Holding: Section 11 of the 1933 Act requires a plaintiff to plead and prove that they purchased securities traceable to the specific registration statement alleged to be materially misleading.

Real World Impact:
  • Limits §11 lawsuits to buyers of shares traceable to the challenged registration statement.
  • Makes it harder for purchasers of unregistered or secondary shares to sue under §11.
  • Leaves lower courts to decide if complaints adequately allege traceability on remand.
Topics: securities law, investor lawsuits, registration statements, direct listings

Summary

Background

A technology company that runs an instant messaging platform conducted a direct listing and filed a registration statement for certain shares it intended to offer publicly. A public buyer who purchased shares when the company went public later sued, saying the registration statement was materially misleading under the 1933 securities law.

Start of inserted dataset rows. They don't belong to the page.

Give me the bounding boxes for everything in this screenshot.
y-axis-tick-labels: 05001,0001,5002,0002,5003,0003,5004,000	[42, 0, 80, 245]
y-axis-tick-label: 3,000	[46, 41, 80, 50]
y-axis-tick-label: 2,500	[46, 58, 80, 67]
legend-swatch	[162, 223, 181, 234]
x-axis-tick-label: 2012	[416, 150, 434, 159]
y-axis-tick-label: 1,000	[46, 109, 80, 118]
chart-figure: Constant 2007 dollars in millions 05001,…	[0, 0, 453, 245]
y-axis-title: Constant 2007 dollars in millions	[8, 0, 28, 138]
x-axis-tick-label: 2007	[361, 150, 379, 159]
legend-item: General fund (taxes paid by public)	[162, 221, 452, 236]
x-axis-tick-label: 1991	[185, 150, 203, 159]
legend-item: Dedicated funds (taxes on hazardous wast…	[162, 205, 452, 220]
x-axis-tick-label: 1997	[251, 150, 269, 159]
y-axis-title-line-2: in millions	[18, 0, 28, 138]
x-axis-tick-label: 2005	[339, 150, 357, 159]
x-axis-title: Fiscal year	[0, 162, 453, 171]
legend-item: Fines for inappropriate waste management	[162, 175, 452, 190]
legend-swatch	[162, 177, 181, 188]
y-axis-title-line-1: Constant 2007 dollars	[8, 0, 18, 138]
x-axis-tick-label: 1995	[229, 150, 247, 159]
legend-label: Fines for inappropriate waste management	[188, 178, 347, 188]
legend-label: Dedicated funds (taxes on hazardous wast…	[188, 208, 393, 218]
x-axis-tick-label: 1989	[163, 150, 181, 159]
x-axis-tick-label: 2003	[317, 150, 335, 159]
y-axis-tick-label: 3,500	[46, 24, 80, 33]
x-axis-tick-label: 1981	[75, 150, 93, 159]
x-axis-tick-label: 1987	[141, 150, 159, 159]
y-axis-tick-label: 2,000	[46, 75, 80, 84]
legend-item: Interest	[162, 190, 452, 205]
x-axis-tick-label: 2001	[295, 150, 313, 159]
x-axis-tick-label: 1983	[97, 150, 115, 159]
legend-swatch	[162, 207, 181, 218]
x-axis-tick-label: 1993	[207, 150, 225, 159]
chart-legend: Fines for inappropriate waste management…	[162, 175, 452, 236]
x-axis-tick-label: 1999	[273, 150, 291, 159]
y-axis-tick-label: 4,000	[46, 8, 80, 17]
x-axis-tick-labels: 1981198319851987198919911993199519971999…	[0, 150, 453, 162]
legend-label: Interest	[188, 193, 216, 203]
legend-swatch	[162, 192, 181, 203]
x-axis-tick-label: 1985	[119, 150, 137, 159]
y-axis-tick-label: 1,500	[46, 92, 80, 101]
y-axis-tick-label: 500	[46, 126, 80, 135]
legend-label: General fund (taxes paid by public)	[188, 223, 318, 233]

The buyer sued on behalf of a class after the stock price fell; the company argued the buyer had not alleged he purchased shares traceable to the registration statement because many unregistered shares were also sold in the direct listing.

Reasoning

The Court considered what the phrase “such security” in the statute means. Looking at the statute’s wording and context, the Court noted repeated narrowing language referring to the particular registration statement, other provisions limiting a registration’s effect to the securities specified, and a damages cap tying recovery to registered shares. The Court concluded the better reading requires a plaintiff to plead and prove that they purchased securities traceable to the specific registration statement alleged to be misleading. Policy arguments for a broader reading did not overcome the textual and contextual clues.

Real world impact

The ruling narrows which investors can pursue claims under §11: plaintiffs must show their shares are traceable to the challenged registration. The decision vacates the Ninth Circuit’s contrary ruling and sends the case back for the lower court to determine if the complaint meets the traceability requirement. This is not a final ruling on liability; courts must apply the traceability rule to the facts on remand.

Dissents or concurrances

The Ninth Circuit had a dissent that argued for the traceability requirement; the Supreme Court’s opinion was unanimous and adopts that approach.